A military-style operation to fight Ebola in Sierra Leone has helped to dramatically reduce new cases, in what health officials say is a major step towards defeating the deadly disease.

Polity reports that since it was launched about one month ago, the operation has doubled the number of ambulances for patients in the densely populated west of Sierra Leone, the worst-affected country where more than 3,000 people have died. Police halt vehicles at checkpoints in the tumble-down streets to check temperatures, while posters proclaim in the local Krio language: "Togeda we go stop ebola."

Aid workers also report success in changing behaviour in rural areas, notably discouraging people from burial rituals involving direct contact with the dead – a major source of transmission.

As a result, transmission of the haemorrhagic fever has slowed sharply in the West African country, which has recorded more than 10,000 cases since May. There were just 184 new cases in the week to 11 January – the lowest in five months. This has prompted President Ernest Bai Koroma to say he believes his government – helped by the nearly 800 British soldiers and more than $450m in foreign aid – can stamp out Sierra Leone's last case by the end of March.

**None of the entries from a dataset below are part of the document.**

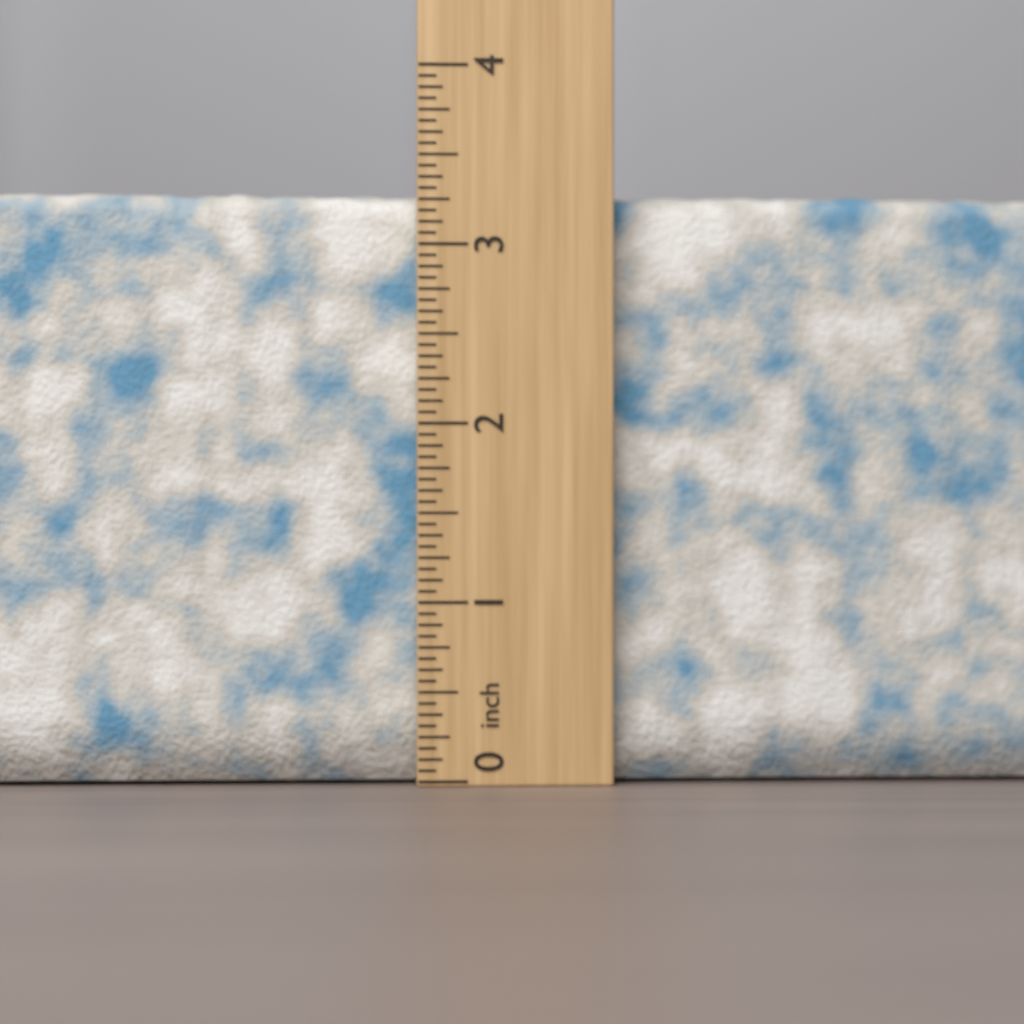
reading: 3.3125 inch
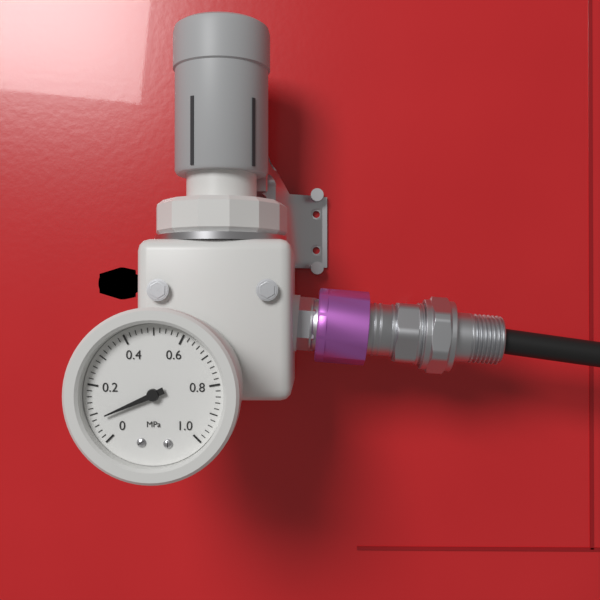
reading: 0.08 MPa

But, the report says, some health specialists and aid workers are more cautious. They hope the success in Freetown and its environs is a big step towards beating the epidemic now that Liberia and Guinea also appear to have stabilised, but are wary of calling the end of an outbreak that last April seemed to wane in Guinea, only to return ferociously.

The Ebola centre has noted pockets of resistance in the capital, which officials attribute to mistrust of authorities due to the weak response before the surge. "The challenge is this last small group of people who aren't changing their behaviour," said Joanna Reid, head of Britain's Department for International Development in Sierra Leone. "That's the last mile."

David Heymann, head of Britain's Chatham House Centre on Global Health Security, said both current success and future progress is largely due to communication. "They've finally got strong communication … probably through traditional leaders and others who are helping communities understand how to prevent transmission. From my past experience with outbreaks, when communities learn how to communicate the risks and how to prevent infection, the outbreak stops – it's as simple as that."

In a positive sign, the percentage of corpses picked up by burial teams around Freetown testing positive for Ebola has dropped below 10%, from 30% before the surge, as families report suspected cases for treatment earlier.
But, the report notes, there is still much to be done. There is not yet a central database of Ebola contacts and there are only nine contacts for each Ebola case, versus an average of 10-15 for Liberia. And even if contacts are established, officials often get lost searching a country with no postcodes and where street numbers are often not sequential.

"We are getting there," said Karline Kleijer, operations manager for Medicins Sans Frontieres in Sierra Leone. "Major steps have been made, but we still have a long way to go."